At first, I was certain I would not cover the topic. How could I write about this for such young readers? Why were they asking about it? How could I explain this complex, terrifying event to young children? But then requests began to come in from teachers and librarians and parents, looking for a way to answer kids’ questions about this topic. After I began to understand that part of the role of my series could be to find appropriate ways to help kids understand even very complicated topics.
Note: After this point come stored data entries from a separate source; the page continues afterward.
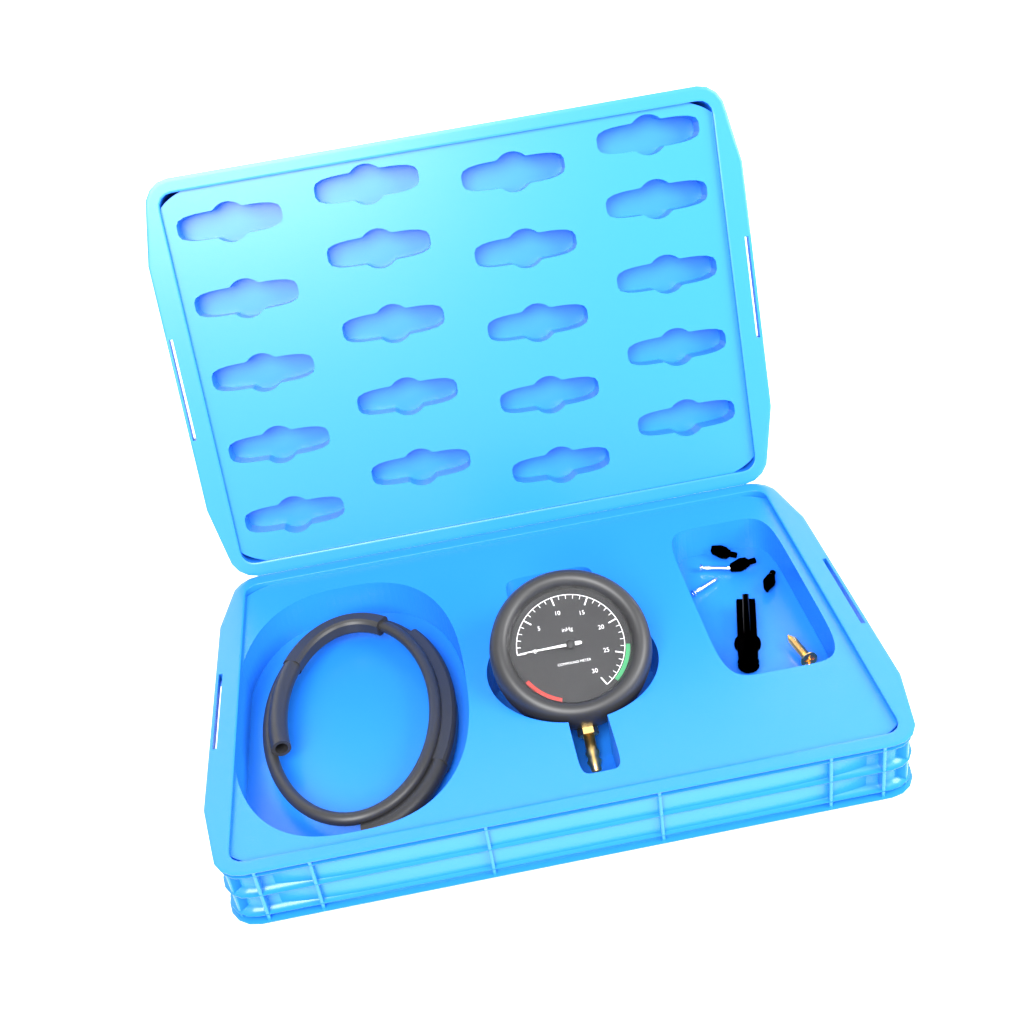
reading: 0 inHg
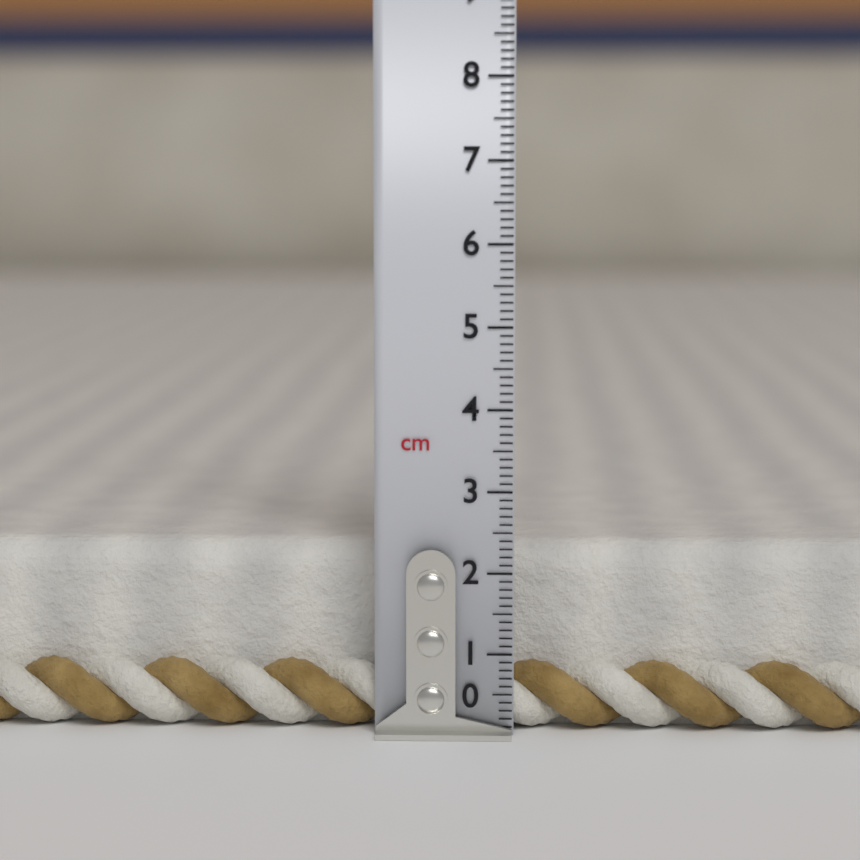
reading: 2.3 cm
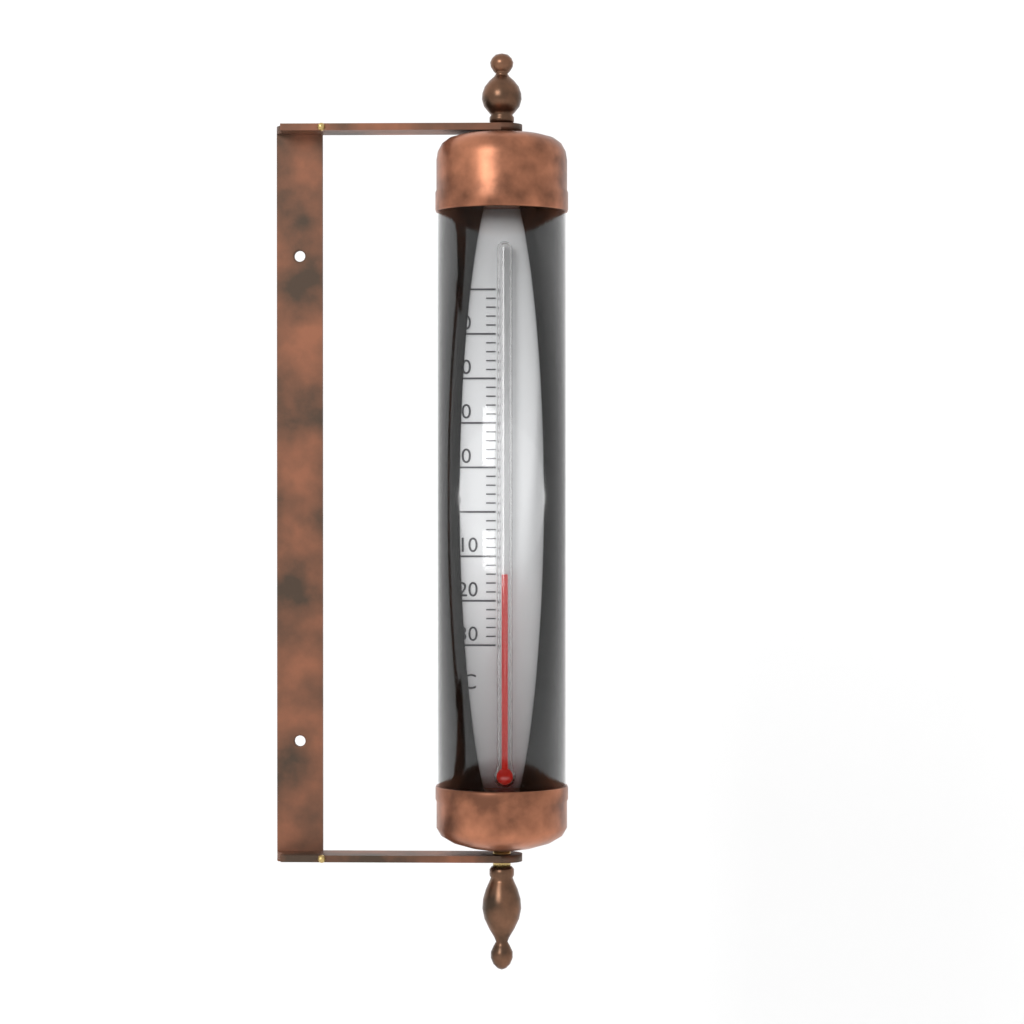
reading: -14 °C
I wanted to somehow share what happened that day, how it impacted our country, without introducing aspects of the story that were likely overwhelming to readers. I created a bigger “front story” for this book than in many others. It’s really the story of the son of a firefighter who has taken refuge in football as a way of coping with family issues – his beloved dad was injured in a warehouse fire a few years before the story opened, and it caused the father to withdraw emotionally. So for Lucas, football is not just his passion but a coping mechanism. And then he gets a concussion, which ends his football career. This is a 9/11 story, but the story of Lucas is layered on top, and the experience he and his father have on 9/11 brings them back together.
My hope is the story is that introduction to the topic that will satisfy kids’ curiosity and help them understand 9/11.
PM: How did you deal with writing about this emotional event?
LT: So many of the books in my series are dark, deeply troubling, and connect me with people — directly or through research – who have experienced grief, loss, and upheaval. But 9/11 — like the Holocaust — is a catastrophe that was human made. And those events are always more difficult to write about than natural disasters. It was very painful to write about 9/11 — every second of the event is documented through audio, video, testimony, oral histories, meticulous newspaper accounts, photography … even the cockpit recordings are available. And so during the research process I was truly subsumed, brought back to the terror of that day. It was very difficult.
PM: What message do you hope readers take from your book?
LT: The underlying theme of all of my I Survived books is resilience, how humans can cope with challenges and loss with the help of their families and friends, how healing is a process that doesn’t happen quickly or easily but most often does happen. One might think that writing all of these books would make me more fearful — all these tragedies, all this loss. But what I have discovered — over and over — is that people have a remarkable capacity to move forward, even after devastating losses. Again, it isn’t a quick process, and there will be scars. But people have the capacity to stay in the world, feel joy again. That makes me feel hopeful, and I want to convey that to my readers.